There is not much worth doing as simply messing about in boats. That line from Graham Green’s Wind in the Willows has captured an essence of the joy of boat owning. The line leaves aside though the notion that what happens in a boat may not be important. You’ll see that people believe everything that happens in a boat is important and they’re almost born to be that way. It’s very old.
Boats, in fact, are among the oldest things we’ve found that men have built. It’s as if recognition that most of our world is water and we are without gills was identified very early in our history. Boats are our way of dealing with that. Men have been putting to sea to mess about, mess with other men and make messes of distant places for almost 60,000 years. Every major city of our agrarian (landed) development is located on or near a navigable waterway. Why is a question for a whole other time, but it’s interesting to keep that idea in mind as we go farther.
I’m a business coach, a leadership developer, someone with a keen interest in what helps people get things done and learning why they value what they value. I’m also a boat owner, Captain of a US Sailing Vessel. What I’ve learned from both is that people aboard a boat have a tacit (and tactile) understanding of leadership. It is almost instinctual, not something that requires much cultivation or cajoling to uncover.
Is it the compelling realization that we are in a small space surrounded by inhospitable environs? Is it the closeness of the people, from whom you’ve no easy escape while underway (in contrast to the united isolation you and your boat mates have from the rest of the world (we’re all in the same boat), or something else?
Here we’ll seek to learn why lessons of leadership are so easily learned embarked on a journey of some time.
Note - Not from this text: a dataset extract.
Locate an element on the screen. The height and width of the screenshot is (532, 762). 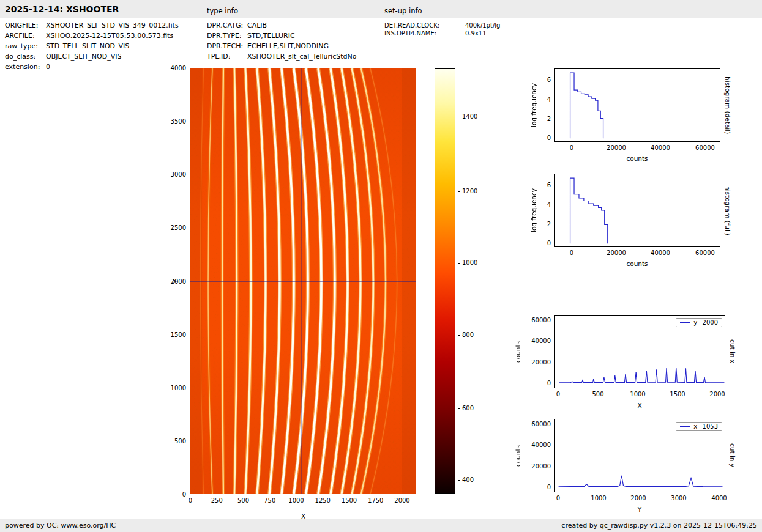
type-info-label: DPR.TECH: is located at coordinates (227, 46).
First, there is the cross-cultural historic notion of a ship having a single leader, its master. All cultures that recognize vessels at all also recognize this fundamental concept of there being a leader. While there have been many experiments, successes and failures in landed civilization, only one method, learned long ago, keeps those enclosed in a vessel upon the waters safe. All ships have a single master: one leader.
Further, this same universal truism extends to the recognition that a ship, in motion without a course, is in distress. Even being anchored, restrained from any progress, is more desirable than being adrift without a clear course intended. So a universal knowledge that all ships in good stead have a leader and a course clear of obstacles are the first leadership assumptions in the role of an intrepid sea captain. All ships have a course that is safe to make way.
As the vessel (and the enterprise) becomes too big for the master to implement his vision, the course to be steered and safely made, teamwork becomes the next tenet of leadership that becomes obvious and universal in acceptance. All must know their role and perform it to make way down that course, and all must know it.
A chart is the seagoing equivalent of the business plan; a log is the “financials” a statement of where either a ship or business is, on its planned path. Each day, a navigation fix is taken to assess where the ship is, if it is on course to make its planned path. So too, an effective enterprise measures constantly and is able to make course corrections.
Together, the organization’s leadership and I navigate the business challenges and opportunities. I’m no expert in your ship, or your business, I know though, how to help you use your mastery of your ship to ensure its safe passage and docking in the ever changing environment of the harbor.
As a coach I meet with your team, your executive leadership and the stakeholders that developed and dictate your strategy or your chart to your destination. This destination for most businesses is a cohort of fanatically loyal and evangelical customers. Your chart identifies the obstacles, your route around them and, upon this chart; you track your progress just as the shipboard officer of the watch annotates a real chart with the progress of the ship. In these annotations, accountability for current, wind and other unanticipated effects upon the course is calculated and reckoned into a deduced path to ensure safe arrival, on time at the destination.
Similarly your people need to know your strategy but also have the awareness of the unanticipated effects of today’s business climate and how to deduce the way to steer your business to compensate for these effects. Identifying the effects and obstacles to your strategy and having the skills, knowledge and attitude to overcome them is what the coach does for your people. Each of them is, in their own way, a contributor to the speed of advance of your business, its course and speed. Each can help or hinder its progress. As a coach I help you and your people identify the metrics for success and ensure only those are sought and captured.
Lastly, even good people with a good strategy can’t make the ship go with a bent shaft, weak engine or torn sails. Getting a ship from point A to point B is a process, actually a lot of them. Each of your business processes has to contribute, as effectively, quickly, flexibly and efficiently as it can be to ensure your good people, with your good strategy, arrive at the goals you’ve set to achieve the desired results you seek. Like a far away and unseen shore, your rewards are out there. Your course is clear, your sailors able bodied, your vessel is ship shape and Bristol fashion and you will get there. I’m along for the ride to make sure.
I wish you fair winds and following seas.